While that seems like an enormous amount, investors and industry experts say big rounds of private funding help these companies achieve big, multi-billion valuations before they go public. And big valuations are what's becoming expected of cloud companies when they IPO, investors say.
Cloud startups are looking at companies like Slack and Zoom that went public this year and saw big gains in valuations on day one of trading - from $7.1 billion to $15.7 billion for Slack; and from $1 billion to $9.2 billion for Zoom.
Cloud companies looking to go public in the future want investors to believe that they, too, can reach such heights.
Need $3 billion or more
Ideally, private investors would love to have the chance to fund decacorns, startups valued at $10 billion or more, Jason Lemkin told Business Insider. Lemkin is a VC and founder of SaaStr, a company that helps other cloud software startup founders build their businesses.
Byron Deeter, a partner at Bessemer Venture Partners, agreed with that and said cloud companies are now going public at two to three times the size than they did a decade ago, and therefore have to raise proportionally more money. A company that went public at a valuation of $750 million a few years back, would now be expected to go public at a valuation of $1.5 billion to $2 billion, Deeter told Business Insider.
There's a few things driving this. One is that capital is plentiful for promising cloud startups so it's easier for them to raise such massive rounds of funding at high valuations. Another piece is that companies are waiting longer to go public, becoming huge companies while still private. When they do decide to go public, they are a lot larger.

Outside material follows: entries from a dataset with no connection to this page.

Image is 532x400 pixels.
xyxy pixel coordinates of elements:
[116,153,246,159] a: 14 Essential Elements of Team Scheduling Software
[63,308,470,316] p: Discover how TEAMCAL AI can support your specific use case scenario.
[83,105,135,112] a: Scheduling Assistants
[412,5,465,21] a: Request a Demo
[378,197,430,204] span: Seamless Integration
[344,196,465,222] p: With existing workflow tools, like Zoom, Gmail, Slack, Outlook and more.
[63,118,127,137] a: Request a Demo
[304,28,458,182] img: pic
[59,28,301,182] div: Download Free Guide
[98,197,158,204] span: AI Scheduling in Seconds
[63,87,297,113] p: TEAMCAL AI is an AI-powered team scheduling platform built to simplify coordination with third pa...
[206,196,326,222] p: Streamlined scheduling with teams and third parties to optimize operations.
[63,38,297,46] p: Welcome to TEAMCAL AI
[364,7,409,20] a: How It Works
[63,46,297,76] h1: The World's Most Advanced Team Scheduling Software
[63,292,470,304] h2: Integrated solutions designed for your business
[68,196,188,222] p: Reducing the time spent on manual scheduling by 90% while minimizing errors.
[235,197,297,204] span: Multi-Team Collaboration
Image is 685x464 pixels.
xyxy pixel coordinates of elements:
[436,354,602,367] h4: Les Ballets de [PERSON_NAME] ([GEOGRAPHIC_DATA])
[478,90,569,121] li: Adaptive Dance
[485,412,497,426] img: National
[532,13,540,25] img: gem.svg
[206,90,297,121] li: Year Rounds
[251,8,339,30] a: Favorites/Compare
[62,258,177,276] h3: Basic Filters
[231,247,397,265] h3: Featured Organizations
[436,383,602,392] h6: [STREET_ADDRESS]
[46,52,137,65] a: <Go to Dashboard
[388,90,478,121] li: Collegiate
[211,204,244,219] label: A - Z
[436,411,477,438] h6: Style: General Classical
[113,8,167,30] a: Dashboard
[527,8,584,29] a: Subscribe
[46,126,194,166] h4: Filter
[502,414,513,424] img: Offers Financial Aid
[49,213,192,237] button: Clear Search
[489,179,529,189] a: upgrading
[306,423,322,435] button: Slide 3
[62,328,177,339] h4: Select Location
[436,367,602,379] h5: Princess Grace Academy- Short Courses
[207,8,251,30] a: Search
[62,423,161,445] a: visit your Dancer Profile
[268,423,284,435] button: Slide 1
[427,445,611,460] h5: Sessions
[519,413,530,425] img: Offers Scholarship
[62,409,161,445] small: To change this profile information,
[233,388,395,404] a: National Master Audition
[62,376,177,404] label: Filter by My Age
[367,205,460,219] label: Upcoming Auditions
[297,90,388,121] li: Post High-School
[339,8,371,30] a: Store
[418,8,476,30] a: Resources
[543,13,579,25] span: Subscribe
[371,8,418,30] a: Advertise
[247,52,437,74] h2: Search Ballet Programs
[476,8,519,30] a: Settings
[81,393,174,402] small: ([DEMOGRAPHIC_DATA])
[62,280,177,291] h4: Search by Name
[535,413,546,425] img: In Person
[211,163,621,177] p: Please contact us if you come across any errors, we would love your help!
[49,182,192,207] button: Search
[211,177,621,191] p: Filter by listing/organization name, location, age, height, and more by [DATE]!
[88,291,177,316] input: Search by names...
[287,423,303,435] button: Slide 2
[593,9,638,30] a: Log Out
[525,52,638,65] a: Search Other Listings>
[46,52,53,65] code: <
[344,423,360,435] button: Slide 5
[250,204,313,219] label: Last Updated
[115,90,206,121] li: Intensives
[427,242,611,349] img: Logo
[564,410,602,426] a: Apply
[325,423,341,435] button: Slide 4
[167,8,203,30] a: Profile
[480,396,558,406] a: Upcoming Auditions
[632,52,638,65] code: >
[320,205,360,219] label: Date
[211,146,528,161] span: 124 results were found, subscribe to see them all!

"It is possible to grow faster by investing capital into products and go to market [sales tactics] and so these businesses are growing faster than ever before," Deeter said. "They used to take 10 years to get to $100 million in revenue and now they do that in three or four years."
There's risks for those rewards
This is evident with companies like Canva, a design company that's taking on established players like Adobe Photoshop and Microsoft PowerPoint. Canva has raised two rounds of funding this year, both led by legendary tech investor Mary Meeker. After its latest $85 million Series E round, the company was valued at $3.2 billion.
CEO Melanie Perkins told Business Insider at the time that part of raising two rounds in a year was interest from investors. The company also plans to use that money to grow, Perkins said at the time.Then again, another example is UiPath, a company that creates automation software. It grew extremely fast in a short time. It raised $568 million at a $7 billion valuation in April, less than a year after it raised a $225 million Series C round that valued the company at $3 billion.
However, raising and growing at that rapid pace doesn't always pay off. In October, UiPath turned around and laid off 400 people, just six months after that last funding round that valued the company at $7 billion, and forced out a new CFO that tried to rein in spending, Business Insider previously reported.
Investors don't see funding amounts or valuations going down anytime soon though. As long as capital is easy to access, founders will look to raise as much as they can, Lemkin said. And as investors look for decacorns to place their bets on, all companies will look to raise over $300 million on their way to an IPO, he added.